The American public took note of her work in the fall of 1947 when she gave her first solo exhibition—titled Blues and Negro Folk Songs—at the Roko Gallery in New York.
[4] In 1946, Piper received a Julius Rosenwald fellowship and spent the summer traveling in the American South, "imbibing" the atmosphere, as she put it, and studying blues music.
By 1947, Piper had adopted the Picasso-influenced, flat, geometric style seen in "Slow Down, Freight Train" and "The Death of Bessie Smith" (pictured right).

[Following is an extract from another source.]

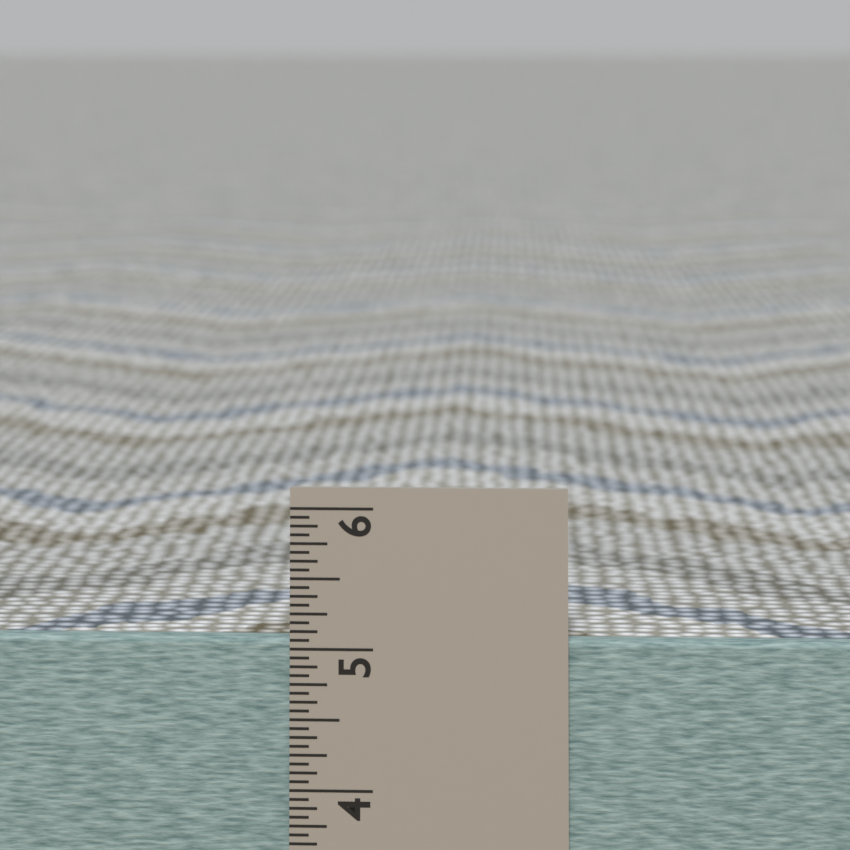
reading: 5.0625 in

[5] According to critic Graham Lock, this semi-abstract style was a fitting choice for the series because the blues themselves are stylized, often using exaggeration (such as "pouring water on a drowning man") to convey strong emotions.
"[5] Her work attracted national attention in the fall of 1947, when Piper gave her first solo exhibition at the Roko Gallery in New York.
Sponsored by Atlanta University, it was one of the most prestigious venues for black artists; fellow exhibitors included Richmond Barthé, Robert Blackburn, Jacob Lawrence, and Hale Woodruff.
[1] Piper, alongside artist such as Elder Cortor, produced images during the 1940s that illuminated the constant contemporary problems related to women's control over their bodies within social, racial, and sexual milieux.
When the Ackland Art Museum acquired the work in 1990, director Charles Millard wrote to Piper, enquiring about the origins of the title.
Over the next three decades she built a successful, albeit anonymous, career in fashion, while raising her two children and caring for ailing family members.
Her minor in geometry gave her an edge in her new line of work: she was able to design patterns on graph paper that did not need to be adjusted for the knitwear machines.
This time she adopted a whole new style, influenced by her years in textile design: instead of semi-abstraction and a subdued, melancholy palette, the later paintings combined a meticulous attention to detail and bright acrylics.
As influences, she cited Flemish School painters Hans Memling and Jan van Eyck, and the medieval Book of Hours tradition.
Describing her motivation for the series, she wrote that "the current state of many inner-city blacks is not unlike the desperate situation of the slave ancestors.